Book Review: Through Time: New York City
A few years in the life
I thought this would be a useful introduction for my grandson to the world's premier city and it is certainly interesting as far as it goes but I found it had a rather flawed editorial. Each spread takes a particular year in the life of the city and hangs the text and illustrations round the chosen theme. Up to 1906: Ellis Island this makes sense but the remaining seven spreads seem rather arbitrary. 1930: Highs and lows; 1939: World's Fair; 1967 Pop and protest; 1969: Return of the Apollo heroes; 1975; Times Square; 2001: Ground zero and the last one Today: Modern NYC. The subjects for 1967, 1969, and 1975 are hardly momentous events that shaped the city. Where is the Wall Street crash, the subway system, politics and the UN, culture and the Museum of Modern Art? These seem more relevant than some of those in the latter part of the book.

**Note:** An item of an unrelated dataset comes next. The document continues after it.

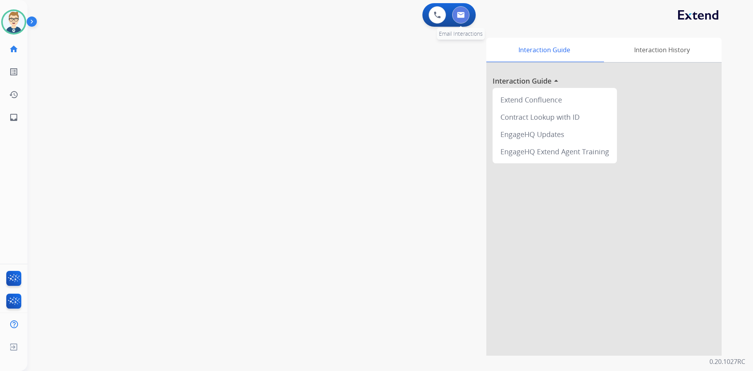 The image size is (753, 371). I want to click on div: Interaction Guide, so click(544, 50).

The English author Richard Platt has written similar children's city titles which I assume are in the same format as this one with the main illustrations produced by an Italian studio. I thought these were interesting and quite competent especially those that require a lot of detail work. The pages contain plenty of historical facts presented in caption form or as items arrowed into the illustrations, which are mostly a bird's eye view.
It seems to me the book's format (choosing a particular year) rather dictates the content of the pages and this precludes events in other years that could be of importance in the history of the city but don't get a mention.
Through Time: New York City is available at Amazon (US | CA | UK | DE | FR | IT | ES | JP | CN)
The back pages have a four page Glossary followed by an Index.